IAHR World Congress, 2019

Better Hydrological Projections by Combining Outputs from Weather Generator and Downscaled Climate Models

author.DisplayName 1,2 author.DisplayName 1
1Department of Civil Engineering, University of Ottawa, Canada
2Department of Civil Engineering, Qassim University, Saudi Arabia

The pressure on water resources is projected to increase dramatically in the future and turn into a global crisis unless bold actions are taken. While Healthy water resources are key to every nation’s wealth and well-being, stressors such as climate change, land-use shifts, and increased water consumption are unfortunately threatening water availability and access worldwide. Researchers and practitioners are therefore under great pressure to develop methodologies and tools that can streamline projected changes into adaptation decisions. The vast majority of climate change adaptation studies use a top-down approach, which essentially consists of using of a limited set of climate change scenarios to discover future risks. There is also no established way to evaluate the credibility of a given projection scenario, making it a challenge to include them in a decision or design framework.

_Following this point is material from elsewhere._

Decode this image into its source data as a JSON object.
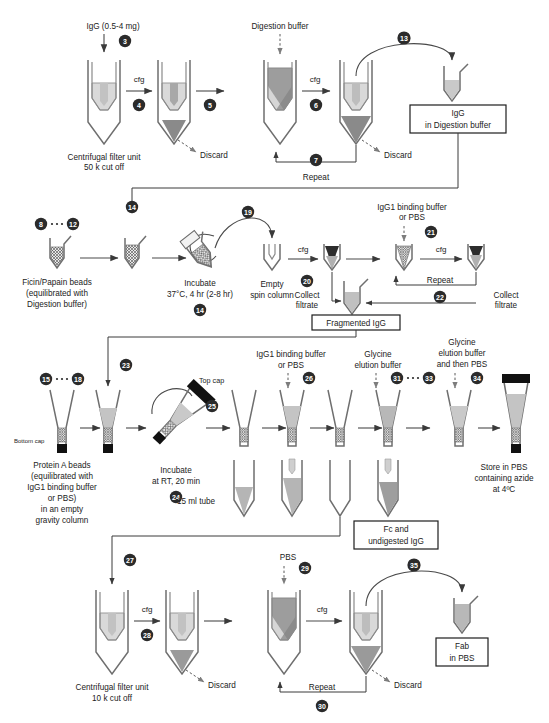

Such approaches also inherit significant portion of uncertainties comes from underlying physical and social assumptions by general circulation models (GCMs). Even when multi-model multi-scenario projections are used, not all possible future conditions are covered and therefore plausible risks may be overlooked. This paper puts forth a new avenue to explore the likelihood of some climate-induced risks in hydrological modeling. It involves employing a very large number (i.e. 250) of climate realizations generated by a reliable weather generator forced by several climate change models and scenarios. Each realization of the downscaled climate time series is used afterwards individually as an input to a calibrated SWAT model to obtain streamflow time series. The new set of projections provides a better coverage of the possible risk space. Emplying such technique consists some "data mining" in large databases and thus facilitating decision makers to make proactive, knowledge-drive decision by identifying risky situations using stochastically generated climate states then use projections to evaluate their likelihood in the future.

Application on the South Nation Watershed in Eastern Ontario, Canada; implementing four regional climate models (RCMs) with two emission scenarios (RCPs), is presented.